Soft condensed matter physics is a broad and rapidly evolving activity at the ESRF. It addresses questions concerning the microstructure, kinetics, dynamics and rheology of complex materials such as polymers, colloidal nanoparticles, macromolecules, often in 3-D or under reduced dimensionality. It involves in situ processing, site-selective chemistry and tailoring of molecular assemblies, structural investigations of thin films and membranes as well as diffraction from fibres, small unit cell systems and biological entities. The techniques used include micro-diffraction, time-resolved small- and wide-angle scattering (SAXS/WAXS), X-ray photon correlation spectroscopy and grazing-incidence techniques. Aided by constant progress at the beamlines and ongoing refinement of the probing techniques, one realises that the borderlines with neighbouring disciplines such as life sciences, surface- and interface physics, chemistry and materials science have become increasingly transparent.

This year, the beamlines have progressed in areas including the development of micron- and submicron sized X-ray beams, coherence-preserving optics and two-dimensional detectors with improved spatial and temporal resolution. Important developments at ID2 were the addition of an image-intensified CCD detector enabling small- and wide-angle scattering at a rate of 10 images per second. This was used to study shear controlled polymer crystallisation and humidity-induced structural transitions in DNA. The permanent installation of the Bonse-Hart ultra-small-angle X-ray scattering (USAXS) camera now allows time-resolved measurements of phase transitions and growth kinetics in colloidal systems and large-scale reorganisation phenomena in polymer networks.

At ID13 a second experimental hutch for scanning microbeam SAXS/WAXS is under commissioning and the microgoniometer is now routinely available for crystallography applications and fibre diffraction. Scanning microbeam diffraction from a single polymer fibre with a 100 nm beam has been demonstrated and combined. SAXS/WAXS experiments have been performed during silk extrusion of < 5 micron fibres. Micro SAXS experiments were carried out on systems such as collagen, chromatin and myelin.

The ID10A beamline continues to operate as a multi-purpose high brilliance beamline exploiting the coherence properties of the beam by combining small-angle X-ray scattering (SAXS) and X-ray photon correlation spectroscopy (XPCS) for the study of slow dynamics in complex systems. Using the continuous filling mode of the machine and fast detectors, correlation times as short as 300 ns were measured recently thus definitively bridging the gap between XPCS and the neutron spin-echo method.

The ID10B beamline now provides grazing-incidence diffraction, reflectivity and grazing-incidence small-angle scattering capability on a single instrument including specific sample environments such as a Langmuir trough for the study of liquid and solid interfaces. An upgrade will allow operation up to 22 keV thus opening the possibility to study buried liquid-liquid and liquid-solid interfaces. Structural studies of liquid and complex (colloid, sol, gel) interfaces including studies of antimicrobial peptides with prokaryotic and eukaryotic cell membranes are in progress.

The selected highlights reflect both the wide variety of subjects and the specific strengths of the individual beamlines. State of the art small-angle X-ray scattering at ID2 is illustrated by a study resolving the structural details of live muscle. Microbeam diffraction at ID13 was used to reveal a lamellar twist in polymer spherulites. Lamellar ordering of mineral particles and the phase behaviour of the lamellar phase under shear were discovered and investigated by SAXS at ID2. A combination of small angle scattering (ID10A) and surface X-ray techniques (ID10B) was used to study layering of colloidal particles in the vicinity of the surface of the suspension. The organisation of phospholipid monolayers on the surfaces of pure water and on a mineral gel was studied by X-ray reflectivity and grazing incidence diffraction at ID10B. Finally, the fluctuations of a freestanding smectic liquid crystal membrane were quantified via X-ray photon correlation spectroscopy at ID10A.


→ **ACTIVITY**
Reproduce every record exactly as it appears, but not the pictures.

[Figure dataset records]
__________

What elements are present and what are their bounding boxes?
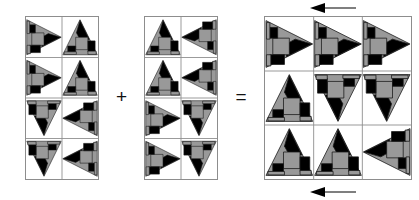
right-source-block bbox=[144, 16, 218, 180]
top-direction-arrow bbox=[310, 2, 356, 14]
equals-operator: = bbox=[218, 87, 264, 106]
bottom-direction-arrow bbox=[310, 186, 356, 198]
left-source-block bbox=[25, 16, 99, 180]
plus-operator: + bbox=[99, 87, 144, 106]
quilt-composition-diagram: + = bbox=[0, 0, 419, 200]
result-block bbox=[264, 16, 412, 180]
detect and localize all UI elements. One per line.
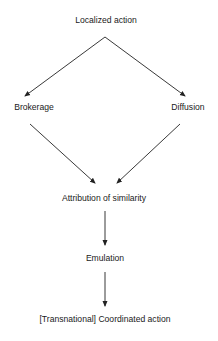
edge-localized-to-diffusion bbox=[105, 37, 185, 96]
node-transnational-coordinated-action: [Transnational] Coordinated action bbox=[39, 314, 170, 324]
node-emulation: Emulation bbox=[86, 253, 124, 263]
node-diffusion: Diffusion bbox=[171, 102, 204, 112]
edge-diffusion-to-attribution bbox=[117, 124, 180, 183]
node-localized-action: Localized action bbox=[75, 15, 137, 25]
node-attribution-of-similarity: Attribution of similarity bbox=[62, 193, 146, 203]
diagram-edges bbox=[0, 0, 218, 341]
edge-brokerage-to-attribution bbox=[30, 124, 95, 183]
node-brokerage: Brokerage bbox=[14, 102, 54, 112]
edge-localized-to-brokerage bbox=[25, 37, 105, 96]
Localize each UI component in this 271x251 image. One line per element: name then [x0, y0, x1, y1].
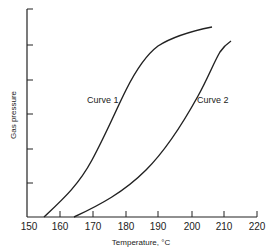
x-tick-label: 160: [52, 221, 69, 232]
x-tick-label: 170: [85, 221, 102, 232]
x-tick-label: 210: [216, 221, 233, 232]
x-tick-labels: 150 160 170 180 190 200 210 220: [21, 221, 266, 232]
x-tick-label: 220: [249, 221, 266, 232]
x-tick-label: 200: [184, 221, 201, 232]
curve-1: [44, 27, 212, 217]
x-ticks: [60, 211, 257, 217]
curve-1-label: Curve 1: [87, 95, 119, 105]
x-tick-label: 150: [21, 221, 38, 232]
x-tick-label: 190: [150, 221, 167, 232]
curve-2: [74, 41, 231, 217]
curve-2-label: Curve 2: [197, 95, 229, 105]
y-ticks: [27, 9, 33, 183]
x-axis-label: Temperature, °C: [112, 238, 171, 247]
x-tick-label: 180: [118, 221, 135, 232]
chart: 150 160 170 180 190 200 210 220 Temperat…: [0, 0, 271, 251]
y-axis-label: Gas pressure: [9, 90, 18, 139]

__________

→ **ANSWER BOX**
What elements are present and what are their bounding boxes?
right-source-block bbox=[144, 16, 218, 180]
top-direction-arrow bbox=[310, 2, 356, 14]
equals-operator: = bbox=[218, 87, 264, 106]
bottom-direction-arrow bbox=[310, 186, 356, 198]
left-source-block bbox=[25, 16, 99, 180]
plus-operator: + bbox=[99, 87, 144, 106]
quilt-composition-diagram: + = bbox=[0, 0, 419, 200]
result-block bbox=[264, 16, 412, 180]
detect and localize all UI elements. One per line.
edge-localized-to-diffusion bbox=[105, 37, 185, 96]
node-transnational-coordinated-action: [Transnational] Coordinated action bbox=[39, 314, 170, 324]
node-emulation: Emulation bbox=[86, 253, 124, 263]
node-diffusion: Diffusion bbox=[171, 102, 204, 112]
edge-diffusion-to-attribution bbox=[117, 124, 180, 183]
node-localized-action: Localized action bbox=[75, 15, 137, 25]
node-attribution-of-similarity: Attribution of similarity bbox=[62, 193, 146, 203]
diagram-edges bbox=[0, 0, 218, 341]
edge-brokerage-to-attribution bbox=[30, 124, 95, 183]
node-brokerage: Brokerage bbox=[14, 102, 54, 112]
edge-localized-to-brokerage bbox=[25, 37, 105, 96]
Localize each UI component in this 271x251 image. One line per element: name then [x0, y0, x1, y1].
x-tick-label: 160: [52, 221, 69, 232]
x-tick-label: 170: [85, 221, 102, 232]
x-tick-label: 210: [216, 221, 233, 232]
x-tick-labels: 150 160 170 180 190 200 210 220: [21, 221, 266, 232]
x-tick-label: 220: [249, 221, 266, 232]
x-tick-label: 200: [184, 221, 201, 232]
curve-1: [44, 27, 212, 217]
x-ticks: [60, 211, 257, 217]
curve-1-label: Curve 1: [87, 95, 119, 105]
x-tick-label: 150: [21, 221, 38, 232]
x-tick-label: 190: [150, 221, 167, 232]
curve-2: [74, 41, 231, 217]
curve-2-label: Curve 2: [197, 95, 229, 105]
y-ticks: [27, 9, 33, 183]
x-axis-label: Temperature, °C: [112, 238, 171, 247]
x-tick-label: 180: [118, 221, 135, 232]
chart: 150 160 170 180 190 200 210 220 Temperat…: [0, 0, 271, 251]
y-axis-label: Gas pressure: [9, 90, 18, 139]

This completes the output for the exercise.